The Write Room Cafe

The Write Room Cafe
Kevin Lynn Helmick

Friday, June 29, 2012

The Write Room: Garden Party

The Write Room: Garden Party: Well the time has come again, and it comes more often than every five years, but those little timely reminders of how old I'm getting are co...

The Write Room: The Collector-a flash of fiction

The Write Room: The Collector-a flash of fiction: Flash fiction is something I don't have a hell of lot of interest in, but a lot of people do, so I pump it out once in a while has a kind of...

The Collector-a flash of fiction

Flash fiction is something I don't have a hell of lot of interest in, but a lot of people do, so I pump it out once in a while has a kind of mental calisthenic. I very rarely share it or do anything with it. But I have even less interest in blogging so it just might be the perfect vehical for my flash attempts.


THE COLLECTOR

The land was his by the way of a will. It was all that he had; the land, the trees, and the artifacts that had been collected by himself and descendants and thought of as a kind of pension. A menagerie of obsessions that decorated the acreage and cluttered the halls of the home where he was raised and now just fodder of ever lessening value.

He locked the doors of the car, coughed till his lungs restricted, choked and rolled the windows tight. He’d been offered great sums of money from the advancing population. Time and again they came with their check books, blue prints and plans for development. He turned them away.

He felt the heat and heard the cracking of fallen timber in the smoke and flames outside. He’d been ordered to evacuate. He’d been given orders over the years on other things too and ignored them as well. It was his land and he’d do as he pleased.

He heard the sound of the tires on the car exploding, one by one and smelled the stench of burning rubber and wires. He had no wife or children to speak of, or would speak of him and he kept to himself, his junk and integrity.

He removed his fingers from the steering wheel and with it came strings of plastic and flesh. They said the fire was coming his way and he thought if it did, it would be his to own as well.

Friday, June 15, 2012

Garden Party

Well the time has come again, and it comes more often than every five years, but those little timely reminders of how old I'm getting are coming at me from friends and barely friends from the shadowed misty past that yet another class reunion as at hand. Thirty years...shit.

I've never gone to one, not one and it isn't because I don't think I'd enjoy it, I'm sure I would. I just don't quit have the desire to drive 4 hours and talk about schools days, most of which I skipped or was too fuckin stoned to know that I was there anyway.
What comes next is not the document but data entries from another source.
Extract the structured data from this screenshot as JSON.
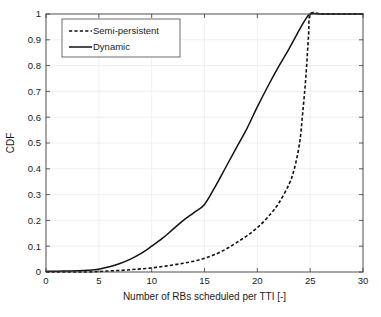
{
  "chart_data": {
    "type": "line",
    "title": "",
    "xlabel": "Number of RBs scheduled per TTI [-]",
    "ylabel": "CDF",
    "xlim": [
      0,
      30
    ],
    "ylim": [
      0,
      1
    ],
    "xticks": [
      "0",
      "5",
      "10",
      "15",
      "20",
      "25",
      "30"
    ],
    "yticks": [
      "0",
      "0.1",
      "0.2",
      "0.3",
      "0.4",
      "0.5",
      "0.6",
      "0.7",
      "0.8",
      "0.9",
      "1"
    ],
    "grid": true,
    "legend_position": "top-left-inside",
    "series": [
      {
        "name": "Semi-persistent",
        "style": "dashed",
        "color": "#111111",
        "x": [
          0,
          1,
          2,
          3,
          4,
          5,
          6,
          7,
          8,
          9,
          10,
          11,
          12,
          13,
          14,
          15,
          16,
          17,
          18,
          19,
          20,
          21,
          22,
          23,
          23.5,
          24,
          24.3,
          24.6,
          24.85,
          25,
          26,
          27,
          28,
          29,
          30
        ],
        "y": [
          0,
          0,
          0,
          0,
          0,
          0.002,
          0.004,
          0.006,
          0.009,
          0.012,
          0.016,
          0.021,
          0.027,
          0.034,
          0.042,
          0.053,
          0.068,
          0.088,
          0.113,
          0.14,
          0.172,
          0.213,
          0.265,
          0.34,
          0.4,
          0.5,
          0.62,
          0.76,
          0.92,
          1,
          1,
          1,
          1,
          1,
          1
        ]
      },
      {
        "name": "Dynamic",
        "style": "solid",
        "color": "#111111",
        "x": [
          0,
          1,
          2,
          3,
          4,
          5,
          6,
          7,
          8,
          9,
          10,
          11,
          12,
          13,
          14,
          15,
          16,
          17,
          18,
          19,
          20,
          21,
          22,
          23,
          24,
          24.5,
          25,
          26,
          27,
          28,
          29,
          30
        ],
        "y": [
          0.003,
          0.003,
          0.004,
          0.005,
          0.007,
          0.011,
          0.02,
          0.033,
          0.05,
          0.072,
          0.1,
          0.13,
          0.165,
          0.2,
          0.23,
          0.262,
          0.33,
          0.405,
          0.48,
          0.555,
          0.64,
          0.72,
          0.795,
          0.865,
          0.94,
          0.975,
          1,
          1,
          1,
          1,
          1,
          1
        ]
      }
    ]
  },
  "legend": {
    "entries": [
      {
        "label": "Semi-persistent"
      },
      {
        "label": "Dynamic"
      }
    ]
  }
}
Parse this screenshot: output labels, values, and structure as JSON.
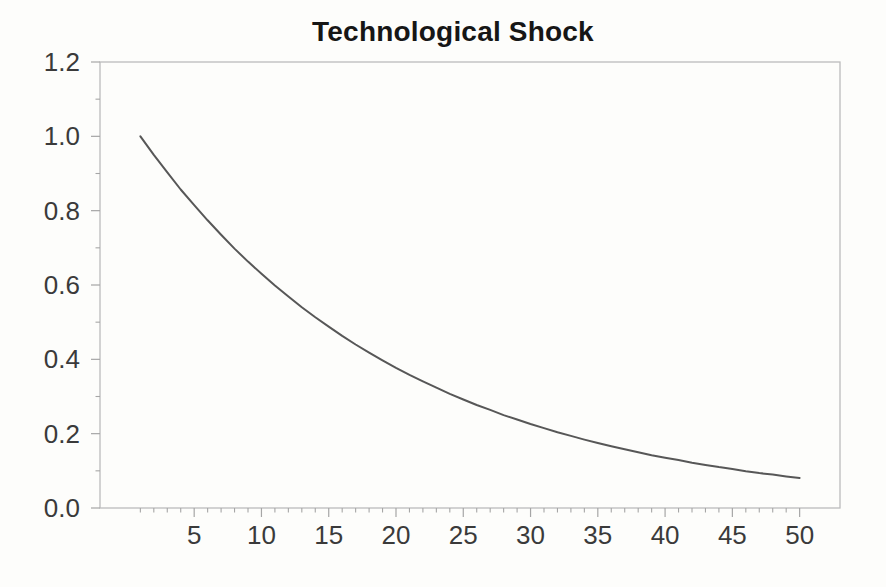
{
  "chart_data": {
    "type": "line",
    "title": "Technological Shock",
    "xlabel": "",
    "ylabel": "",
    "series_name": "technological-shock-impulse-response",
    "x": [
      1,
      2,
      3,
      4,
      5,
      6,
      7,
      8,
      9,
      10,
      11,
      12,
      13,
      14,
      15,
      16,
      17,
      18,
      19,
      20,
      21,
      22,
      23,
      24,
      25,
      26,
      27,
      28,
      29,
      30,
      31,
      32,
      33,
      34,
      35,
      36,
      37,
      38,
      39,
      40,
      41,
      42,
      43,
      44,
      45,
      46,
      47,
      48,
      49,
      50
    ],
    "values": [
      1.0,
      0.95,
      0.903,
      0.857,
      0.815,
      0.774,
      0.735,
      0.698,
      0.663,
      0.63,
      0.599,
      0.569,
      0.54,
      0.513,
      0.488,
      0.463,
      0.44,
      0.418,
      0.397,
      0.377,
      0.358,
      0.341,
      0.324,
      0.307,
      0.292,
      0.277,
      0.264,
      0.25,
      0.238,
      0.226,
      0.215,
      0.204,
      0.194,
      0.184,
      0.175,
      0.166,
      0.158,
      0.15,
      0.142,
      0.135,
      0.129,
      0.122,
      0.116,
      0.11,
      0.105,
      0.099,
      0.094,
      0.09,
      0.085,
      0.081
    ],
    "xlim": [
      -2,
      53
    ],
    "ylim": [
      0,
      1.2
    ],
    "xticks": [
      5,
      10,
      15,
      20,
      25,
      30,
      35,
      40,
      45,
      50
    ],
    "x_minor_from": 1,
    "x_minor_to": 50,
    "yticks": [
      0,
      0.2,
      0.4,
      0.6,
      0.8,
      1,
      1.2
    ],
    "ytick_labels": [
      "0.0",
      "0.2",
      "0.4",
      "0.6",
      "0.8",
      "1.0",
      "1.2"
    ],
    "y_minor_step": 0.1,
    "grid": false,
    "legend": "none",
    "line_color": "#575757",
    "axis_color": "#bcbcbc",
    "tick_color": "#a6a6a6",
    "label_color": "#3a3a3a",
    "title_color": "#161616"
  }
}
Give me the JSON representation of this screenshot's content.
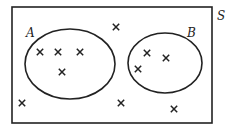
{
  "diagram": {
    "type": "venn",
    "universe_label": "S",
    "sets": [
      {
        "label": "A",
        "cx": 70,
        "cy": 64,
        "rx": 45,
        "ry": 35
      },
      {
        "label": "B",
        "cx": 165,
        "cy": 63,
        "rx": 37,
        "ry": 30
      }
    ],
    "elements": [
      {
        "region": "A",
        "x": 40,
        "y": 52
      },
      {
        "region": "A",
        "x": 58,
        "y": 52
      },
      {
        "region": "A",
        "x": 80,
        "y": 52
      },
      {
        "region": "A",
        "x": 62,
        "y": 72
      },
      {
        "region": "B",
        "x": 147,
        "y": 53
      },
      {
        "region": "B",
        "x": 166,
        "y": 58
      },
      {
        "region": "B",
        "x": 138,
        "y": 69
      },
      {
        "region": "outside",
        "x": 116,
        "y": 27
      },
      {
        "region": "outside",
        "x": 22,
        "y": 103
      },
      {
        "region": "outside",
        "x": 121,
        "y": 103
      },
      {
        "region": "outside",
        "x": 174,
        "y": 109
      }
    ]
  }
}
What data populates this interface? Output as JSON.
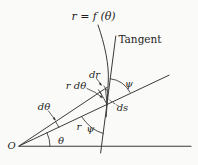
{
  "diagram": {
    "title": "r = f (θ)",
    "labels": {
      "tangent": "Tangent",
      "dr": "dr",
      "r_dtheta": "r dθ",
      "dtheta": "dθ",
      "ds": "ds",
      "radius": "r",
      "psi_upper": "ψ",
      "psi_lower": "ψ",
      "theta": "θ",
      "origin": "O"
    },
    "colors": {
      "line": "#3a3a3a",
      "text": "#1f1f1f",
      "background": "#fafaf8"
    }
  }
}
There's even been suggestions that I read from one my books. Right, like that'll entice me. No way could I compete with REO Speedwagon, Journey ballads and the class dorks' new Russian wife he just bought. No way, nor would I wanna try.

Don't get me wrong, there are people that I'd love to see again and share a laugh with, most of which I'm still friends with and chat with often now thanks to social media. I'm talking to friends I thought I'd never see again. Pretty cool.

My wife says I lack sentiment. I deny this observation because I do reflect often on those tender years of growing, learning, good times and bad. But I'll admit I spend a lot more time thinking of the future that I do the past.

Nostalgia's great and healthy in small doses. The Human spirit, for some reason and to a great extent is powered by nostalgia. I don't know why, but people always have the notion that the past is the place of better times. "Good ole days" they say. And some of them were and some of them were not.

She says, my wife, "There's not a nostalgic bone in your body." Again, not true. I don't know if nostalgic is the right word, but I remember as I write this, hay rides being pulled far to fast by a 4x4 in the cool autumn nights down gravel roads and across the county. Keggers around a bon fire, drinking till dawn, skipping school and bumper skiing. One time when three of us almost drowned in Lake Wilderness by tipping a canoe in April. That was but one very close call, very close. And certain faces that did not survive those years and risky activities.

I'd love to do it all over again, I would, but its already been done, so, to quote Jack Sparrow, 'bring me that horizon.'

Now days when I see or hear the word, reunion, strangely enough what pops into my brain is the Rick Nelson song, Garden Party, and the line in particular, 'if yer gonna play a garden party, I wish you a lot a luck, but if memories were all sang. I'd rather drive a truck.'
So to all of you from 82, who are still truckin, I can't think of anybody else I would have rather shared it with. You guys are all aces in my book. And from this days perspective I wish ya a lotta luck, love, happiness and good fortune and if our paths meet again I hope that it be like accidental ships in the night and in some far away point on the globe, because those encounters make for the best reunions.

Have a great time and raise a glass for me, I'm fine and still suckin air. I'll be thinking of you as I do more than you know.